Resolution and quality gotchas
- Don't upscale. Rendering a page at 600 DPI doesn't add detail that wasn't there if the embedded content is a 96 DPI bitmap — you just get a bigger blurry file. Extract embedded images at their native resolution instead.
- CMYK and color profiles. Print PDFs often use CMYK; extract without conversion and colors look wrong. Convert to RGB on the way out.
- Inline images. A few PDFs use "inline images" embedded directly in the content stream rather than as referenced objects.
page.get_images()can miss these; rendering the page captures them regardless. - JBIG2 and CCITT scans. Scanned pages are often stored as 1-bit black-and-white in these formats. They extract fine but may need conversion to a common format before other tools accept them.
How this fits the convert-to-text workflow
If your goal is text, not the images themselves, you usually don't extract images at all — you OCR them. The pipeline behind this site's converter does exactly that: it finds embedded images and pages without selectable text, and runs OCR on them so the recognized text lands in the Markdown output. Extracting images as files is the right move when you need the figures as figures — for a slide deck, a dataset of charts, or to feed individual figures to a vision model.

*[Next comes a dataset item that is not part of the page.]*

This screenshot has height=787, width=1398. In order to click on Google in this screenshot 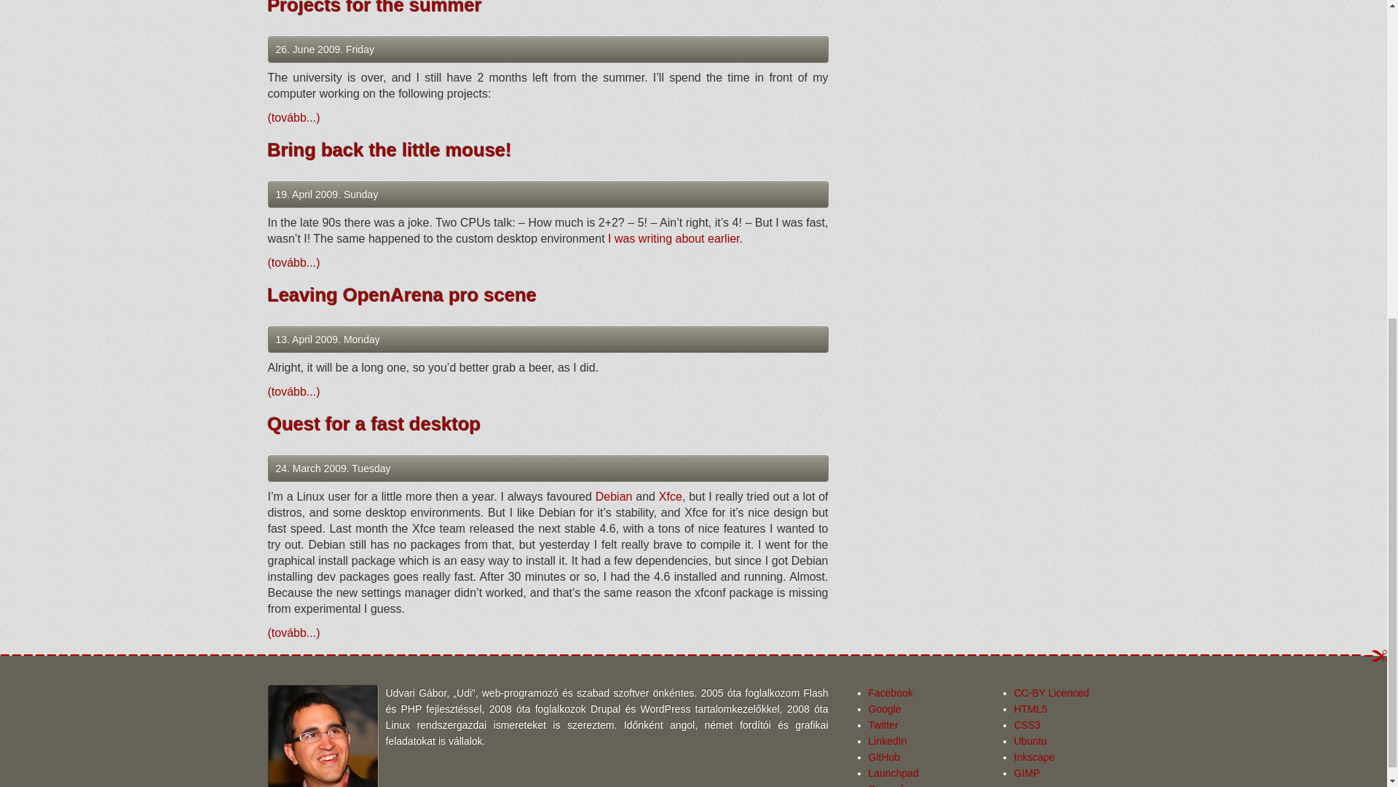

For a chart whose data you want, rendering the figure and asking a vision model to read it often beats trying to reconstruct the numbers (related: PDF tables to CSV and Excel).
Quick reference
- Photos or scanned figures (bitmaps)? Extract embedded images with PyMuPDF or
pdfimages. - Charts, diagrams, equations (vector)? Render the page or region; extraction returns nothing useful.
- Not sure which? Try to select text inside the figure — selectable means vector means render.
- For OCR or vision models? Render at 300 DPI.
- Drowning in tiny icon images? Filter by minimum size and deduplicate by xref.
Conclusion
The whole game is knowing whether your figure is an embedded bitmap or vector graphics, because that decides between extraction and rendering — and using the wrong one is why people get empty output or blurry junk. Once you've made that call, PyMuPDF and the poppler tools handle both cleanly, and the only remaining knob that matters is DPI.